Well then no one gets to make any phones until they learn to play nicely together.
Just guessing but I'd think that Nokia or Moto on their own would have enough patents to make it very very difficult for anyone else to make a phone if they wanted to be dicks about it.
As long as there aren't any import bans, everyone would still be making devices. Assuming that the cases get large enough and everyone has declared full-out warfare on everyone else, it would be stuck in court for a long time.
For the most part, they don't. Patents essential to a standard are required to be licensed under FRAND terms in most jurisdictions. This generally shuts down most efforts to use these offensively. This is why we probably haven't seen Apple sue with any of the Nortel patents that they've acquired.
It does not encourage innovation. It encourages patenting. Actual innovation happens when companies want to develop something great. This patent system discourages new players from developing great devices, because they could spend years doing actual innovation only to be sued out of existence by one of the big boys that doesn't like competition and has broad patents to kill it.
The opposite problem is also true, however. If a new company develops something and can't patent it, the large companies with established production capabilities, supplier reputation, brand awareness, etc. can easily steal the design from the little guys and make the device and crowd the smaller, new comers out of the market. This discourages new players from developing great devices, because they could spend years doing actual innovation only to be clobbered out of existence by one of the big boys that wants a slice of the action and has the manufacturing and marketing muscle to kill them.
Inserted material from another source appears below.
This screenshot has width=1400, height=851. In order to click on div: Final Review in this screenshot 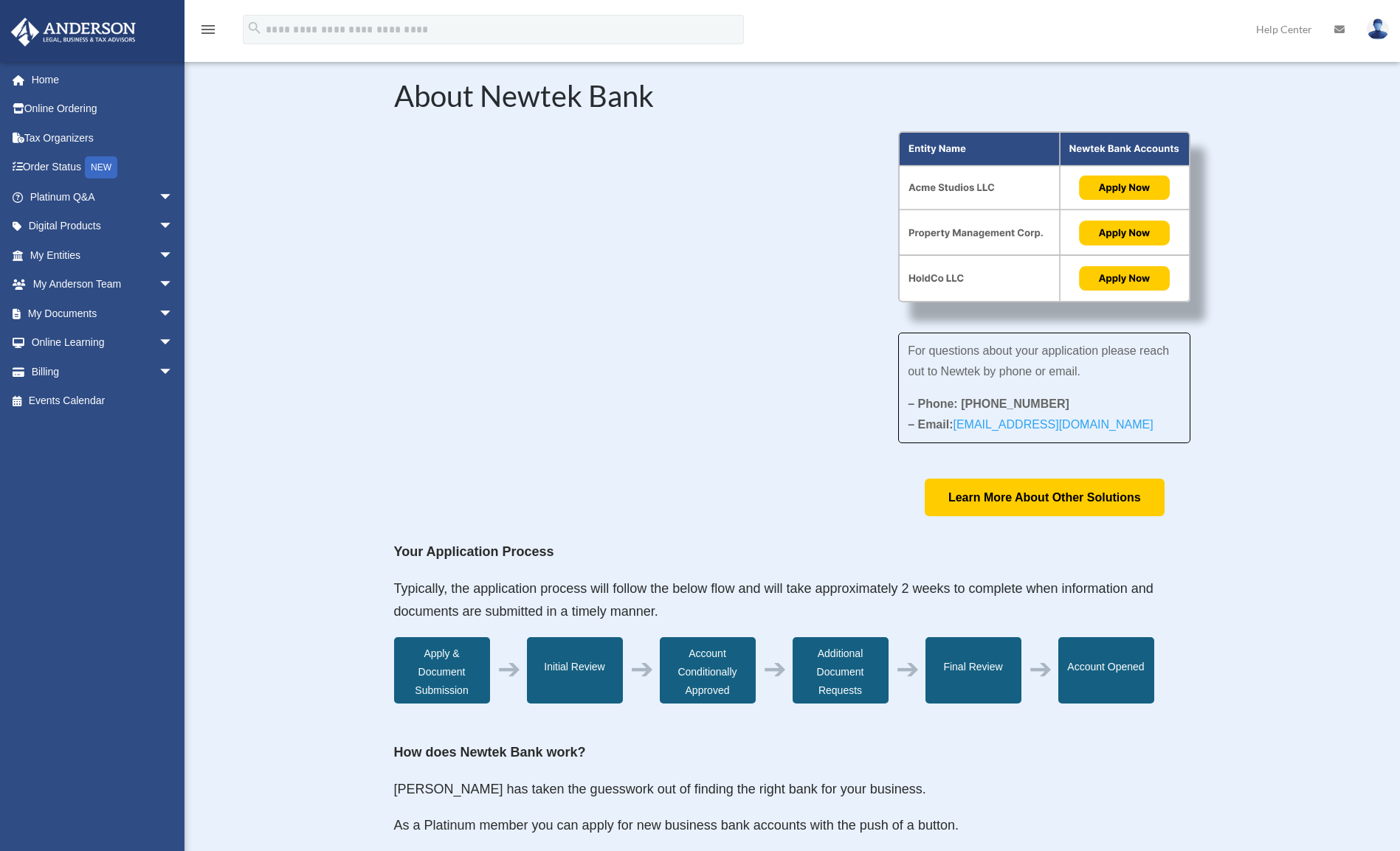, I will do `click(973, 671)`.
There are issues with the current system suffering poor implementation, but there's a lot of public misconception about the system as well. Most people just look at a patent for something and assume that it's obvious without really digging into the claims or looking at the implementation details. More often than not, something that appeared simple on the surface, has a lot of complicated implementation details that make it non-obvious, or alternatively, fairly easy for some third party to work around.